If that’s a question on the genius test, I wonder which part of the light-speed equation Mike will
only get ninety-two percent right, Maggie thought.
“What if they were coming from the closest galaxy?” Maggie said.
“Andromeda,” Mike said. “Twenty-five hundred Earth years.”
“Long time,” Maggie said, and she turned off her flashlight.
“The meteors should have been here by now,” Connie said.
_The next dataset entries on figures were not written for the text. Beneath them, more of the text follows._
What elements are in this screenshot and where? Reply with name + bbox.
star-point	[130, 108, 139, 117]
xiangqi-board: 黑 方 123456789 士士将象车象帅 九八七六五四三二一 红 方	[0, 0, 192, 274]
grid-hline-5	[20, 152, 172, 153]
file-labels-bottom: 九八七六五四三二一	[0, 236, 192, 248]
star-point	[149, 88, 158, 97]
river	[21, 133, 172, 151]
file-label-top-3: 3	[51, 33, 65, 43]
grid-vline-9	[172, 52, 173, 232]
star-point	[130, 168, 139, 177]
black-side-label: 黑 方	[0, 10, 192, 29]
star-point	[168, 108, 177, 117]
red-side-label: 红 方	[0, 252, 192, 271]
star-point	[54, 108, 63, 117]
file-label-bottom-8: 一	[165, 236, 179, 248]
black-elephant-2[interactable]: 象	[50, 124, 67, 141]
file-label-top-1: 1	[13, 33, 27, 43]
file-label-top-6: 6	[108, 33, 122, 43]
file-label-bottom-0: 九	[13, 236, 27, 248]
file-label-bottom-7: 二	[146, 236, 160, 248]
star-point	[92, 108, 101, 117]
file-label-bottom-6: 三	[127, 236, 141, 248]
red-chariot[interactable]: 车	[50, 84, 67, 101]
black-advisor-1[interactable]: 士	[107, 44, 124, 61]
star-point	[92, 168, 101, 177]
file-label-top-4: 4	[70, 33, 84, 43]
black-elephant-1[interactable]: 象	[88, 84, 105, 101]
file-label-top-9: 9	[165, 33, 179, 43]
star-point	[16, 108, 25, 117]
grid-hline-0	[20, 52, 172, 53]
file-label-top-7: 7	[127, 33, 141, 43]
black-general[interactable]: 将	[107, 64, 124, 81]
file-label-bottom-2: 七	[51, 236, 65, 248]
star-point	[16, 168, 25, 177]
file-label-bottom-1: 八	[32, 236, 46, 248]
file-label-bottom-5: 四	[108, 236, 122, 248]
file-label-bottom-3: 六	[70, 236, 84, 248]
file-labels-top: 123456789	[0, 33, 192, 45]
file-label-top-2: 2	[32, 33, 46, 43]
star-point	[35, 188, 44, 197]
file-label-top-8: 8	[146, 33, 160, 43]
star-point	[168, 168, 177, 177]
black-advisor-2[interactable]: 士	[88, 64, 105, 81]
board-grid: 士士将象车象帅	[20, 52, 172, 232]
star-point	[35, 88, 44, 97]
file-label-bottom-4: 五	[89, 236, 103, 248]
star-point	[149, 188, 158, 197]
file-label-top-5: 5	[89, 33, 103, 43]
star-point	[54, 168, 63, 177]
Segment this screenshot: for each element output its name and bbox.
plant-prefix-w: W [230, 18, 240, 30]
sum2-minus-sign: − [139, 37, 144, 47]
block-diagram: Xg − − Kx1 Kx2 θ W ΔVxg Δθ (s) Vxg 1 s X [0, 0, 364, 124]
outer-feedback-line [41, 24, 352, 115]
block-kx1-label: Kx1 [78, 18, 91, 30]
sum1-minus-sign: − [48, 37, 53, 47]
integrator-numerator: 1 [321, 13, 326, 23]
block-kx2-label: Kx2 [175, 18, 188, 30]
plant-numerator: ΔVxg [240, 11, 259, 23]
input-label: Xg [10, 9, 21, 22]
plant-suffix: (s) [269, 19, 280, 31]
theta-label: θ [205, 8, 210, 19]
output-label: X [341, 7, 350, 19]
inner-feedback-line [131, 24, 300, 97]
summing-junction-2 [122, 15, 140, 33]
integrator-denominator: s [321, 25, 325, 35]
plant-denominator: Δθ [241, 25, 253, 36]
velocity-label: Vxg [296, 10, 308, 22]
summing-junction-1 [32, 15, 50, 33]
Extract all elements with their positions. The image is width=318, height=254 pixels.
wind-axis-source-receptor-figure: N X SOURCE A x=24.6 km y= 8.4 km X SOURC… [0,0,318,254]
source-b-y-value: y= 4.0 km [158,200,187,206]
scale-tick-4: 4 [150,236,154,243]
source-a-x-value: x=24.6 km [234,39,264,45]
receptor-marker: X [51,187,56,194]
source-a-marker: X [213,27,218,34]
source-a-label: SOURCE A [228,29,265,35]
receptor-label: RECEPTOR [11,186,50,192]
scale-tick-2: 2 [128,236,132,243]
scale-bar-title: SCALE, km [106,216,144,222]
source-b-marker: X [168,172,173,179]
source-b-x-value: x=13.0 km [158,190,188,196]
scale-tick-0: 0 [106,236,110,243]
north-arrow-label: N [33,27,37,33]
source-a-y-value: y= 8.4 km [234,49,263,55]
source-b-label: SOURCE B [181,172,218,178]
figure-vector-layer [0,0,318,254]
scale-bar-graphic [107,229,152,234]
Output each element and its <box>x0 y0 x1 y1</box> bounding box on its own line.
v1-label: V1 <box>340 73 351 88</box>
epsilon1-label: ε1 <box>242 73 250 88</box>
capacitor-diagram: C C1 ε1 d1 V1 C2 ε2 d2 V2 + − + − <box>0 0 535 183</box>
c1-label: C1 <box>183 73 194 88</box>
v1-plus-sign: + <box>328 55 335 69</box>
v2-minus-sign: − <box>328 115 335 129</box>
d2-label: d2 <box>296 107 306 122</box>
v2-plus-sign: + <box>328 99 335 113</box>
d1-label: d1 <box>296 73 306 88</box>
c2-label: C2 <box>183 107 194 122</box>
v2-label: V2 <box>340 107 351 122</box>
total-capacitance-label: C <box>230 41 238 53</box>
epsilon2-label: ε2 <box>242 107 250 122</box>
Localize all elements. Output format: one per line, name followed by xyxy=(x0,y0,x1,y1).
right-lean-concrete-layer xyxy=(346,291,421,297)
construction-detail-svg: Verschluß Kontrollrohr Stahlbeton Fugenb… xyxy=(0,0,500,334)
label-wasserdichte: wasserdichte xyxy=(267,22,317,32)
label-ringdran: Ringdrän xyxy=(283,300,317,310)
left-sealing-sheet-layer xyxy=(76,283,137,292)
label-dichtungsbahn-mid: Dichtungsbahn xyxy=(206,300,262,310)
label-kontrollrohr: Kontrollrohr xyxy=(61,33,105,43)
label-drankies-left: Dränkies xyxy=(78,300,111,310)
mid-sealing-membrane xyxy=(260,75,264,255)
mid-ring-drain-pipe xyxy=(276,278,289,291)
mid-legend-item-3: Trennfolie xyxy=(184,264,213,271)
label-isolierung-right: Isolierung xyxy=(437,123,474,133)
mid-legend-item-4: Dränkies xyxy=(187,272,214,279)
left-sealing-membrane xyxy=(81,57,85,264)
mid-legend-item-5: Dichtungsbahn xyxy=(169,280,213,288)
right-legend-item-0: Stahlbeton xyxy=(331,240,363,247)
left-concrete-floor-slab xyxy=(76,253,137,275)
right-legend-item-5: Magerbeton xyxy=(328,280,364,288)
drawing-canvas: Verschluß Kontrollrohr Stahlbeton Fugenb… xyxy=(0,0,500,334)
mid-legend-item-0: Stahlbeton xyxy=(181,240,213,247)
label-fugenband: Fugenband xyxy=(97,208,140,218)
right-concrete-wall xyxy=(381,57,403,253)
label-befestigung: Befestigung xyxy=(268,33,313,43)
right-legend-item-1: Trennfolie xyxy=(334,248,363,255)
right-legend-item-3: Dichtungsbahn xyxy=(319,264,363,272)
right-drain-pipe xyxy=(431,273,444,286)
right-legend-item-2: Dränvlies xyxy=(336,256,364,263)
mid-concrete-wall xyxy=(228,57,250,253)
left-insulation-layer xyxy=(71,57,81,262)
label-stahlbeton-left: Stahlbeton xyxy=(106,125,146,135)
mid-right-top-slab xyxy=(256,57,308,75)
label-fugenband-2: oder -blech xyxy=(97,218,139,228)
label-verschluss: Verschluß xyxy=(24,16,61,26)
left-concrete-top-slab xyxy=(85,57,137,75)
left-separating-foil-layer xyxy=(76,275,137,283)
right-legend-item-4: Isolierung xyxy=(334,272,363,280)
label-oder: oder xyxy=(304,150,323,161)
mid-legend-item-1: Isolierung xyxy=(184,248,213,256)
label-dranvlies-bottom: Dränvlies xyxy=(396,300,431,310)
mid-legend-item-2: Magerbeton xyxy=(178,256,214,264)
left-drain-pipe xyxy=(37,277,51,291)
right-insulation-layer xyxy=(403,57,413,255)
“I saw something up there,” Maggie said.
But something up there had seen her and made a sharp turn toward Earth.
AUTHOR:
Rich Leder has been a working writer for more than three decades. His credits include eight
novels for Laugh Riot Press and 19 produced movies—television films for CBS, Lifetime, and
Hallmark and feature films for Lionsgate, Paramount Pictures, Tri-Star Pictures, Longridge
Productions, and Left Bank Films.
He’s been the lead singer in a Detroit rock band, a restaurateur, a Little League coach, an indie
film director, a literacy tutor, a magazine editor, a screenwriting coach, a wedding consultant (it’s
true), a PTA board member, a HOA president, a commercial real estate agent, and a visiting
artist for the UNCW Film Studies Department, all of which, it turns out, was grist for the mill.